The Confabulating Mind: How the Brain Creates Reality

  • Armin Schnider
Oxford University Press, 2008 284 pp, hardcover, $57.50 0199206759 | ISBN: 0-199-20675-9

Mrs. B was a 63-year-old psychiatrist who lived in Switzerland and was married to a state official. In an interview at a Geneva hospital, she complained about the rupture of a vessel in her left leg, recalled that her mother and brother had visited her earlier that day, and looked forward to a reception she would host at her home that evening. Despite her sincere belief that she was telling the truth, none of these events were real. Mrs. B was in fact a patient at the hospital, where she was recovering from a severe hemorrhage of a vessel in her brain. The striking disconnection between Mrs. B's beliefs and her current reality provides the jumping off point for Armin Schnider's fascinating new book, The Confabulating Mind.

The basis for understanding the misguided convictions of patients such as Mrs. B goes all the way back to 1932, when the British psychologist Frederic C. Bartlett published a landmark volume, Remembering. In it, he argued that human memory is not a simple reproductive system, but instead involves complex constructive processes that are prone to error: when we remember, we piece together fragments of stored information under the influence of general knowledge and beliefs. Although the field took time to adopt this view, many cognitive psychologists endorsed Bartlett's constructive approach by the 1970s and the psychological study of memory distortions has flourished ever since. The picture looks a bit different when we turn to neuroscience. For much of the twentieth century, neuroscientists paid little attention to the kinds of memory distortions that Bartlett and later cognitive psychologists believed would yield crucial insights into the nature of memory. Yet there was one distortion exhibited by brain-damaged patients that attracted the attention of investigators interested in the brain and memory: confabulation, the production of fabricated narratives and experiences. Schnider's Mrs. B constitutes a classic example of a confabulating patient: she has difficulty remembering what actually happened in her past but strongly believes in the reality of her confabulations.

As Schnider points out in a chapter that contains an informative history of confabulation, neurologists had begun to provide vivid case reports of brain-damaged patients who were similar to Mrs. B as early as the 1880s. One point noted by early clinical observers, and emphasized in this book, is that multiple forms of confabulation can be distinguished, ranging from very brief or momentary confabulation to bizarre, fantastic confabulation that occurs in psychotic or demented states. The book focuses on what the author calls behaviorally spontaneous confabulation, in which patients such as Mrs. B spontaneously and frequently generate confabulated tales when attempting to deal with ongoing reality that seem plausible to an uninformed observer. One feature that is common to such patients, and that looms large in the author's theoretical approach, is the fact that the confabulations are not invented out of whole cloth; they draw on bits of actual experiences that are incorrectly assembled and confused with current reality. Mrs. B, for instance, had hosted many receptions as the wife of a state official that probably contributed to her believing she would host another that evening; her brain injury and a prior surgery probably had something to do with her belief in a nonexistent leg injury.

The book proposes that such confabulators have lost access to temporal information that normally allows a healthy individual to distinguish past from present, creating a 'temporal context confusion' that is a characteristic feature of behaviorally spontaneous confabulation. The author reviews evidence that the condition is consistently associated with damage to the posterior medial orbitofrontal cortex and to structures directly connected to it, such as the medial hypothalamus.

The book also describes empirical investigations of the author's ideas using a controlled experimental procedure that shows convincingly that temporal context confusion in confabulators is greater than in nonconfabulating amnesic patients or non-brain-damaged controls. Neuroimaging studies using a similar procedure with healthy volunteers indicate that the posterior medial orbitofrontal region is activated when memory for temporal context is required, suggesting to Schnider that this region allows us to filter memories according to their relevance to present reality, which is precisely what confabulators cannot do. Although this argument is compelling, one might question the strength of the link between the experimental results and everyday confabulation, as the former involves a temporal scrambling of events encoded after brain damage, whereas the latter typically comprises confusions among remote events that occurred well before brain damage.

The author links his findings and ideas to those of others, providing a broad overview that will bring interested readers to the cutting edge of research on confabulation. He also covers studies of neurological patients who show related memory distortions, such as pathological false recognition, the experience of inappropriate familiarity in response to novel events. Recent developments in the analysis of what are termed 'normal false memories' is also nicely integrated in this book and this is one area where both behavioral and neuroimaging studies have greatly expanded our knowledge of the cognitive and neural mechanisms underlying memory distortion in the healthy brain.

The Confabulating Mind succeeds in showing us that confabulation is not merely a neurological curiosity, but fits into an emerging theoretical picture in which neuroscience has an increasingly prominent role in illuminating the constructive nature of memory. We suspect that Bartlett would have been quite interested in what this book has to say and that investigators of memory and the brain, including researchers in the areas of memory and memory disorders and graduate students in neuroscience and psychology, will find much of value here.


Copy each line of the entries that includes the word "Image".

---------- Listed records ----------

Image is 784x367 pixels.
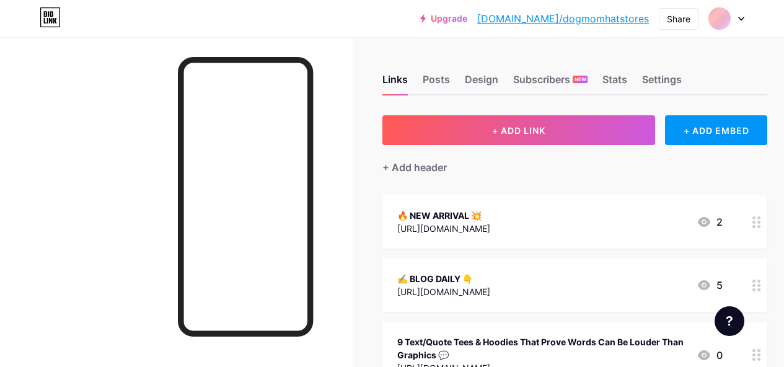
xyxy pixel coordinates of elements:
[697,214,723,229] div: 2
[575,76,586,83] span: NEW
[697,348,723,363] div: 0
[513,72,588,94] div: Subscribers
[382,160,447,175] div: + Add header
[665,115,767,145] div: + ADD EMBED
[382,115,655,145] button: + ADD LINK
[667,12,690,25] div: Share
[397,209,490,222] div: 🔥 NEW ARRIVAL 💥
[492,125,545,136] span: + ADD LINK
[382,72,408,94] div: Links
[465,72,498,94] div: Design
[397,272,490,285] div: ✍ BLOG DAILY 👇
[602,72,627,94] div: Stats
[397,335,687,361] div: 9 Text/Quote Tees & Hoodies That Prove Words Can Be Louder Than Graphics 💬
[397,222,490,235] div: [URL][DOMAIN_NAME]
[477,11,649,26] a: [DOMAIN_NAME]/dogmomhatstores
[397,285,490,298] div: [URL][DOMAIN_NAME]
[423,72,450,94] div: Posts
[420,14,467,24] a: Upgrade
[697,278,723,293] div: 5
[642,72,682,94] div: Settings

----------
---------- Listed records ----------

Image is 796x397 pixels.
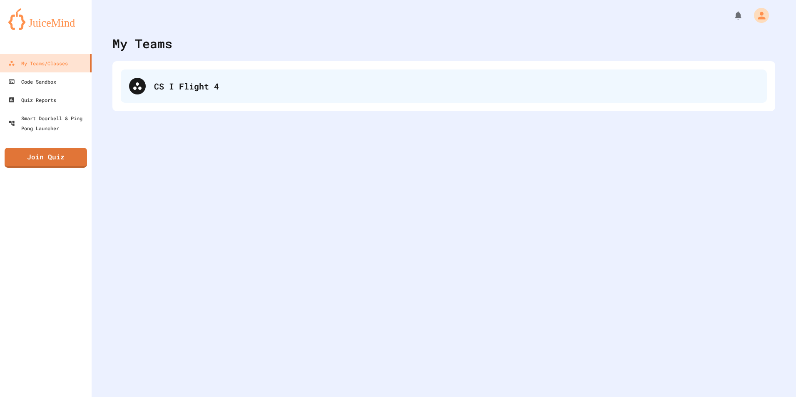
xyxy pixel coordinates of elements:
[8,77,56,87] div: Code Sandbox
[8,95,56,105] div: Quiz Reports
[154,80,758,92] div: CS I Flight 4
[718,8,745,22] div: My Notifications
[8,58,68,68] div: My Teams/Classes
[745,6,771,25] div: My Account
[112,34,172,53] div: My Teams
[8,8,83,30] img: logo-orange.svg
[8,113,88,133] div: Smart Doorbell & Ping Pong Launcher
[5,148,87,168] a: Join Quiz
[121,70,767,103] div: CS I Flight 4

----------

Your solution
Image is 784x367 pixels.
Image is 796x397 pixels.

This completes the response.